Why these factors matter
No single factor decides an election. Some voters are loyal partisans who rarely change, while floating voters (those without a fixed party) are the target of campaigns because they can be won over. Parties therefore tailor manifestos, leader image and targeted social media to persuade these undecided voters. An explain question usually rewards showing how several factors combine, not just naming one.
Examples in context
If a source describes a party releasing a glossy document full of policy promises, that is a manifesto. If a source describes a party running targeted video adverts at young voters online, that is social media campaigning. If a source describes support shifting after a strong televised debate performance, that shows the influence of party leaders and the media. Matching the example to the method or factor is the exam skill.
Try this
Q1. Name two ways a political party can campaign during an election. [2 marks]
- What the marker wants. Any two of: manifestos, canvassing or leafleting, party election broadcasts, media coverage, social media, rallies and visits.

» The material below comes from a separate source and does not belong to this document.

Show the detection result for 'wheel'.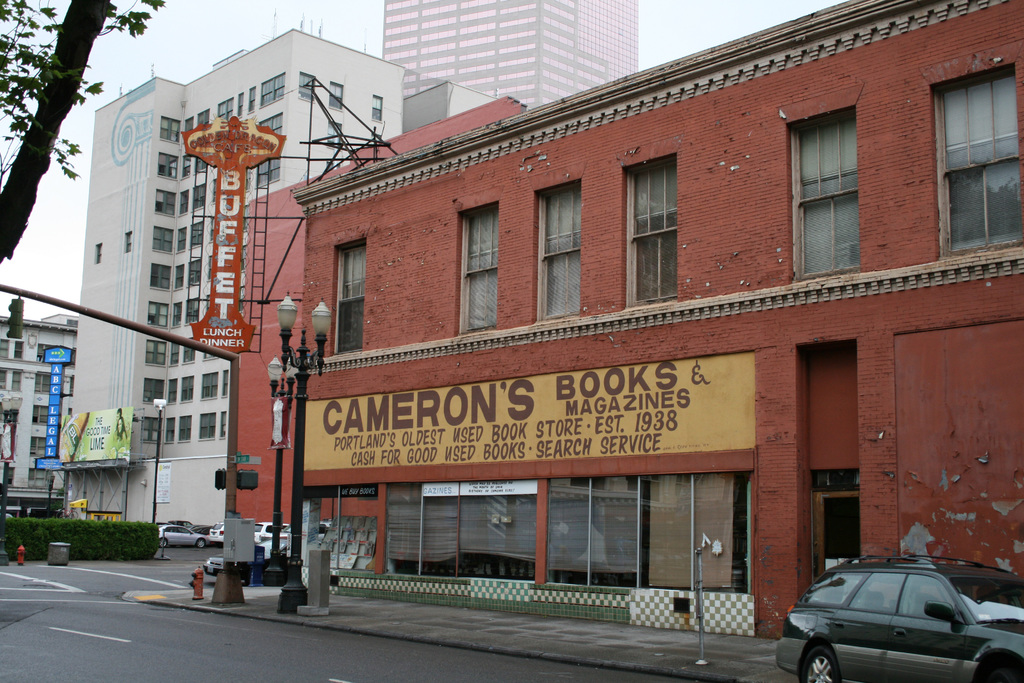
bbox=(159, 540, 168, 548).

Q2. What is a manifesto? [1 mark]
- What the marker wants. A published document setting out the policies a party promises to deliver if it is elected.
Q3. Explain one factor that can influence how a person votes. [3 marks]
- What the marker wants. For example, party leaders: a competent, trustworthy leader can attract undecided voters, while an unpopular leader can drive support away, so leadership image can shift the result.
A note on sources
This guide is AI-written and not individually human-reviewed. Campaign methods and voting factors follow the published SQA National 5 Modern Studies course specification; verify current details and paper structure against the specification at sqa.org.uk.
Exam-style practice questions
Practice questions written in the style of SQA exam questions on this dot point, with worked answer explainers. The year tag is the paper they imitate, not the source.
SQA N5 style6 marksDescribe, in detail, two ways political parties try to win votes during an election campaign. (6 marks)Show worked answer →
A knowledge (describe) question. The marker awards up to 3 marks per way: name the campaign method and develop it with detail about how it tries to win support.
Way one: manifestos. Each party publishes a manifesto setting out the policies it promises to deliver if elected, so voters can compare what parties offer and choose the one closest to their views. Way two: social media. Parties use platforms such as Facebook, Instagram, X and TikTok to share targeted messages, short videos and adverts aimed at particular groups of voters, which is cheap and reaches younger people directly.
Each way needs naming plus development of how it wins votes. Two named methods with no detail would stay low; two developed methods reach 6.
SQA N5 style8 marksExplain, in detail, the factors that influence how people decide to vote. (8 marks)Show worked answer →
An explain question worth 8 marks, so the marker wants several developed factors, each a point plus a consequence, ideally three or more.
Factor one: policies. Many voters compare party policies on issues such as health, tax and education and vote for the party whose promises best match their priorities. Factor two: party leaders. A leader seen as competent and trustworthy can attract votes, while an unpopular leader can drive support away, because campaigns are often presidential in style. Factor three: the media and social media. Newspaper coverage and targeted online content shape how voters see parties and issues, influencing undecided voters. Factor four: age and social background can shape voting patterns, with different age groups tending to favour different parties.
For 8 marks give three or more developed factors with consequences. A bare list of factors caps lower.